Tuesday, December 27, 2016

The Season of Liberal Panic



By Jim Geraghty
Tuesday, December 27, 2016

A presidential victory by a candidate you detest isn’t supposed to be the end of the world — or the end of your world.

Yet since November, the panicked reaction from progressives seems to be intensifying instead of passing. Over at Out, an activist declares, “It’s the early days of AIDS all over again.” Senator Bob Menendez describes “fear and panic in the immigrant community,” with those living in the country illegally selling off their possessions and preparing to move quickly. The Week asks whether Trump’s presidency will “quash scientific progress in America.”

The media are filled with anecdotes of more personal hysteria: Stress eating is making some Americans gain the “Trump Ten” extra pounds. A Los Angeles sex therapist said her female clients have told her the election killed their libido. Hairstylists in Washington report more women wanting dramatic changes to their haircuts and colors. Even those whose professional role is to help people cope with stress find themselves overwhelmed. A therapist asked, “How can I treat patients when the world is spinning out of control?”

Do these people need a hug, or to be vigorously shaken and told to snap out of it? They’re experiencing a colossal emotional transformation even though nothing has actually changed in their day-to-day lives. They are exactly the same people they were on November 8. Everything they had the day before — their smarts (or lack thereof), their work ethic, their skills, their passions, their vision — is still there. Trump’s election didn’t do anything to them. And yet they’re reacting to the election like they’ve been physically assaulted.

These stress-eating, sex-forsaking, anxiety-attack-ridden souls’ sense of identity and self-worth is obviously tied up with the success of the Democratic party, their partisan identification so psychologically intense that their physiological condition changes depending upon election outcomes.

They apparently also suffer from short memories. They forget that the situation was reversed eight years ago, and reversed again eight years before then, and eight years before then. You would think Democrats would take some solace from how quickly fortunes changed for the Republicans. At this time eight years ago, the defeat of both the Republican party and the conservative movement appeared complete and unlikely to be reversed for a long time. In 2009, Newsweek’s cover declared, “We Are All Socialists Now.” Tom Davis lamented that the GOP had become “a white, rural, regional party.” Political scientists discussed an emerging “permanent Democratic majority.” President Obama greeted Republican objections to his stimulus bill with a simple “I won,” asserting that the debate was over.

We don’t know precisely what the future holds, but history teaches us that Republican control of Washington will not last forever. The last three midterms have brought giant swings, as voters recoil from what they just endorsed two years earlier. Colossal defeats tend to motivate people. The early decisions of the Obama administration of 2009 provided the catalyst for the Tea Party movement; a 2010 survey of Tea Party leaders found they were “driven by an overwhelming, often personal, feeling that future generations’ well-being weighs on their shoulders.” The early years of Obama stirred Republicans to seek office; in 2010, the GOP had a candidate running in 430 districts, the most in 30 years.

Democrats may not be able to win a comparable comeback in 2018, but their party and activists will have better days ahead. The speed of that recovery, however, will be partially dependent upon the Left’s ability to move on from its post-election malaise and focus on the fights to come. Treating every Trump decision as another sign of national and personal apocalypse is psychologically unhealthy and politically counterproductive.

Look, we on the right feel your pain, progressives. Your party lost an election you’re absolutely convinced they should have won? We’ve been there. You think the media took it easy on the opposing candidate, was easily distracted by trivial non-stories, and relentlessly harsh on your candidate? Trust us, we can relate. You’re worried that the country you knew and loved and grew up in is being replaced by a tawdry, easily distracted, ill-informed, narcissistic facsimile? We know what that’s like.

But we’re here to tell you that wallowing in your instinctive feelings of impending doom is the wrong way to deal with defeat. You can’t see the better days ahead with your chins in your chests. And if you can’t see them, you can’t reach them.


» PROBLEM DETAILS: Transcribe exactly, and only, the lines that run from the one containing "What elements are" through the end of the records.

(Data entries for graphics)
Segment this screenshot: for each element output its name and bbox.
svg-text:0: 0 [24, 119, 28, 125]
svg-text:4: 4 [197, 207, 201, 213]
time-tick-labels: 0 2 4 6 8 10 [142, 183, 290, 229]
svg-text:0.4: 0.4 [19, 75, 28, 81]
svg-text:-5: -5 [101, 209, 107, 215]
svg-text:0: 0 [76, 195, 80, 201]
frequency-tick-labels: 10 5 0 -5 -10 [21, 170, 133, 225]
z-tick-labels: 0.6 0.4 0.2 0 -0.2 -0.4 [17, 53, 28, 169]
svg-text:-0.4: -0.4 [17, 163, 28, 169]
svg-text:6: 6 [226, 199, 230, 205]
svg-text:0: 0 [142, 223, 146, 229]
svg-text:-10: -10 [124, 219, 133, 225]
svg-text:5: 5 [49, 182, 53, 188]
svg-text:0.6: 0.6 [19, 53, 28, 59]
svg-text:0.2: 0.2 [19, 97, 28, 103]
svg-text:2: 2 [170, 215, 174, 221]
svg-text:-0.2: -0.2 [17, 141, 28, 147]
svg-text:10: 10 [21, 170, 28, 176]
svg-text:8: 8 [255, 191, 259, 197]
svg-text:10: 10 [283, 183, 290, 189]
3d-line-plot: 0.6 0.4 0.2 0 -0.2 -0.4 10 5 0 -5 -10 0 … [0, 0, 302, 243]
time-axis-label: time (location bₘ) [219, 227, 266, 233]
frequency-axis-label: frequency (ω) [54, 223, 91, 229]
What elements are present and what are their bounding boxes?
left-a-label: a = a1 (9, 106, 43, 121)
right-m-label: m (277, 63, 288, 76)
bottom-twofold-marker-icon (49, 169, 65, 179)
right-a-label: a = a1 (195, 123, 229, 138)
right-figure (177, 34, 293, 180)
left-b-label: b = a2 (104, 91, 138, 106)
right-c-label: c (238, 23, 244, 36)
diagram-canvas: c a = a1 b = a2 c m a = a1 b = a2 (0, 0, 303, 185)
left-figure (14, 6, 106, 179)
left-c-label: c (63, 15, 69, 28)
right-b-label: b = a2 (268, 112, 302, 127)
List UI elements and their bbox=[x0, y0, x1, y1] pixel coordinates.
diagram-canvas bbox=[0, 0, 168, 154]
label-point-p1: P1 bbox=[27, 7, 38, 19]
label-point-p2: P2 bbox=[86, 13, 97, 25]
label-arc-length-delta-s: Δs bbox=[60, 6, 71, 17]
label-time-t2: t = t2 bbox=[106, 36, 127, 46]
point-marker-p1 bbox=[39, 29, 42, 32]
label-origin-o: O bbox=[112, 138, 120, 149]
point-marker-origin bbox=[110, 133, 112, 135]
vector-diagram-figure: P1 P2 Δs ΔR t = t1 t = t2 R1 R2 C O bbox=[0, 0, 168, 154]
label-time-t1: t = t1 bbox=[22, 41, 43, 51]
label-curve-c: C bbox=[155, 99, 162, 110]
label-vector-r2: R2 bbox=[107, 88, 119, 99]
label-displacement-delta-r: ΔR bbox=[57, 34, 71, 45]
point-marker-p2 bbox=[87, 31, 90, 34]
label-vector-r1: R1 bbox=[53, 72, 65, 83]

» ANSWER BELOW:
What elements are present and what are their bounding boxes?
left-a-label: a = a1 (9, 106, 43, 121)
right-m-label: m (277, 63, 288, 76)
bottom-twofold-marker-icon (49, 169, 65, 179)
right-a-label: a = a1 (195, 123, 229, 138)
right-figure (177, 34, 293, 180)
left-b-label: b = a2 (104, 91, 138, 106)
right-c-label: c (238, 23, 244, 36)
diagram-canvas: c a = a1 b = a2 c m a = a1 b = a2 (0, 0, 303, 185)
left-figure (14, 6, 106, 179)
left-c-label: c (63, 15, 69, 28)
right-b-label: b = a2 (268, 112, 302, 127)
List UI elements and their bbox=[x0, y0, x1, y1] pixel coordinates.
diagram-canvas bbox=[0, 0, 168, 154]
label-point-p1: P1 bbox=[27, 7, 38, 19]
label-point-p2: P2 bbox=[86, 13, 97, 25]
label-arc-length-delta-s: Δs bbox=[60, 6, 71, 17]
label-time-t2: t = t2 bbox=[106, 36, 127, 46]
point-marker-p1 bbox=[39, 29, 42, 32]
label-origin-o: O bbox=[112, 138, 120, 149]
point-marker-origin bbox=[110, 133, 112, 135]
vector-diagram-figure: P1 P2 Δs ΔR t = t1 t = t2 R1 R2 C O bbox=[0, 0, 168, 154]
label-time-t1: t = t1 bbox=[22, 41, 43, 51]
label-curve-c: C bbox=[155, 99, 162, 110]
label-vector-r2: R2 bbox=[107, 88, 119, 99]
label-displacement-delta-r: ΔR bbox=[57, 34, 71, 45]
point-marker-p2 bbox=[87, 31, 90, 34]
label-vector-r1: R1 bbox=[53, 72, 65, 83]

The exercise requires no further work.